Task instructions → Please print all of the records shown below, exactly as given.

Records provided →
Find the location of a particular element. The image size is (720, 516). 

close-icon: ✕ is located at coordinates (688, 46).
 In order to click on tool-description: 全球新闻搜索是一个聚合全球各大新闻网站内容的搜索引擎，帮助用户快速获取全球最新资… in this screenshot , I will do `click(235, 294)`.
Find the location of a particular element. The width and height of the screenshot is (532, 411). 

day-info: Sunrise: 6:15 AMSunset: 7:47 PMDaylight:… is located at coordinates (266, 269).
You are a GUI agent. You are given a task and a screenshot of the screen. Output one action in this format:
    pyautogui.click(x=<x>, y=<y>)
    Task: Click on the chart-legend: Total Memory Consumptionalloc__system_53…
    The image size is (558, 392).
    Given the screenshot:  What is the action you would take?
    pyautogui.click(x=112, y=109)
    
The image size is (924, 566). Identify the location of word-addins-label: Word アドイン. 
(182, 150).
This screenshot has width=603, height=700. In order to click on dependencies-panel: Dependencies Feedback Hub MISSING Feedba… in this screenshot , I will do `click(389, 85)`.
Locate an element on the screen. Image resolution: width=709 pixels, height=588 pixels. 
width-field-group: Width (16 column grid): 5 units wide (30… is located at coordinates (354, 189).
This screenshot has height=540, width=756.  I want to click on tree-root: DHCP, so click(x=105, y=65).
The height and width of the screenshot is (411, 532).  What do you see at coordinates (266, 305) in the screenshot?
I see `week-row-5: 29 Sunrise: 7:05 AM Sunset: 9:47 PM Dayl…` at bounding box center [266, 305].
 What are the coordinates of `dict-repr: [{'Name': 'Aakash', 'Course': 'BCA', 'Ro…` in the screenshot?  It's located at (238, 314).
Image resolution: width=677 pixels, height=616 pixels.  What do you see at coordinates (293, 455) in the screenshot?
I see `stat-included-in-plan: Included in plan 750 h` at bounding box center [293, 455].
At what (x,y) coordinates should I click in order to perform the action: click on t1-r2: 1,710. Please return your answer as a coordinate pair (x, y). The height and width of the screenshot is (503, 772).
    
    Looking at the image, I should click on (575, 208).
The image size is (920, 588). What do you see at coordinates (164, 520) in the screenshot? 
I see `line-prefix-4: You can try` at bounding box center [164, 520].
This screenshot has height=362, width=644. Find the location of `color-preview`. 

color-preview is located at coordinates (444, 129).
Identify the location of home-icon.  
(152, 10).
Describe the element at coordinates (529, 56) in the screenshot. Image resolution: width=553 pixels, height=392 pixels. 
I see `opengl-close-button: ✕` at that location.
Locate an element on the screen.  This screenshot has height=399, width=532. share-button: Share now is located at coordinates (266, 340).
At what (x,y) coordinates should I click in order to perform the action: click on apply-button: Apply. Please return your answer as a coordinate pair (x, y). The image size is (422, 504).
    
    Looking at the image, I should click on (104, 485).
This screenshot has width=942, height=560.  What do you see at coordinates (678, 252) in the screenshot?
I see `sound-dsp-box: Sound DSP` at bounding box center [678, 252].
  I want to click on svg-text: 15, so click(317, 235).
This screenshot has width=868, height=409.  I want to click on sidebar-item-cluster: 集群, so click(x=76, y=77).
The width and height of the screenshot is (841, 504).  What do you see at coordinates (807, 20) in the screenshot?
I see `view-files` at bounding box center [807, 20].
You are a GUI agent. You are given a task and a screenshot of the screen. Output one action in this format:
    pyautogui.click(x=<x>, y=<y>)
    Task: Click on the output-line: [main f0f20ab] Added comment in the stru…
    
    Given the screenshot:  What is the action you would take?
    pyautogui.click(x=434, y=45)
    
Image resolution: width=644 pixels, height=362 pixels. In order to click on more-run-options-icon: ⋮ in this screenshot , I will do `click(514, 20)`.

Answer to this exercise →
Find the location of a particular element. The image size is (720, 516). 

close-icon: ✕ is located at coordinates (688, 46).
 In order to click on tool-description: 全球新闻搜索是一个聚合全球各大新闻网站内容的搜索引擎，帮助用户快速获取全球最新资… in this screenshot , I will do `click(235, 294)`.
Find the location of a particular element. The width and height of the screenshot is (532, 411). 

day-info: Sunrise: 6:15 AMSunset: 7:47 PMDaylight:… is located at coordinates (266, 269).
You are a GUI agent. You are given a task and a screenshot of the screen. Output one action in this format:
    pyautogui.click(x=<x>, y=<y>)
    Task: Click on the chart-legend: Total Memory Consumptionalloc__system_53…
    The image size is (558, 392).
    Given the screenshot:  What is the action you would take?
    pyautogui.click(x=112, y=109)
    
The image size is (924, 566). Identify the location of word-addins-label: Word アドイン. 
(182, 150).
This screenshot has width=603, height=700. In order to click on dependencies-panel: Dependencies Feedback Hub MISSING Feedba… in this screenshot , I will do `click(389, 85)`.
Locate an element on the screen. Image resolution: width=709 pixels, height=588 pixels. 
width-field-group: Width (16 column grid): 5 units wide (30… is located at coordinates (354, 189).
This screenshot has height=540, width=756.  I want to click on tree-root: DHCP, so click(x=105, y=65).
The height and width of the screenshot is (411, 532).  What do you see at coordinates (266, 305) in the screenshot?
I see `week-row-5: 29 Sunrise: 7:05 AM Sunset: 9:47 PM Dayl…` at bounding box center [266, 305].
 What are the coordinates of `dict-repr: [{'Name': 'Aakash', 'Course': 'BCA', 'Ro…` in the screenshot?  It's located at (238, 314).
Image resolution: width=677 pixels, height=616 pixels.  What do you see at coordinates (293, 455) in the screenshot?
I see `stat-included-in-plan: Included in plan 750 h` at bounding box center [293, 455].
At what (x,y) coordinates should I click in order to perform the action: click on t1-r2: 1,710. Please return your answer as a coordinate pair (x, y). The height and width of the screenshot is (503, 772).
    
    Looking at the image, I should click on (575, 208).
The image size is (920, 588). What do you see at coordinates (164, 520) in the screenshot? 
I see `line-prefix-4: You can try` at bounding box center [164, 520].
This screenshot has height=362, width=644. Find the location of `color-preview`. 

color-preview is located at coordinates (444, 129).
Identify the location of home-icon.  
(152, 10).
Describe the element at coordinates (529, 56) in the screenshot. Image resolution: width=553 pixels, height=392 pixels. 
I see `opengl-close-button: ✕` at that location.
Locate an element on the screen.  This screenshot has height=399, width=532. share-button: Share now is located at coordinates (266, 340).
At what (x,y) coordinates should I click in order to perform the action: click on apply-button: Apply. Please return your answer as a coordinate pair (x, y). The image size is (422, 504).
    
    Looking at the image, I should click on (104, 485).
This screenshot has width=942, height=560.  What do you see at coordinates (678, 252) in the screenshot?
I see `sound-dsp-box: Sound DSP` at bounding box center [678, 252].
  I want to click on svg-text: 15, so click(317, 235).
This screenshot has width=868, height=409.  I want to click on sidebar-item-cluster: 集群, so click(x=76, y=77).
The width and height of the screenshot is (841, 504).  What do you see at coordinates (807, 20) in the screenshot?
I see `view-files` at bounding box center [807, 20].
You are a GUI agent. You are given a task and a screenshot of the screen. Output one action in this format:
    pyautogui.click(x=<x>, y=<y>)
    Task: Click on the output-line: [main f0f20ab] Added comment in the stru…
    
    Given the screenshot:  What is the action you would take?
    pyautogui.click(x=434, y=45)
    
Image resolution: width=644 pixels, height=362 pixels. In order to click on more-run-options-icon: ⋮ in this screenshot , I will do `click(514, 20)`.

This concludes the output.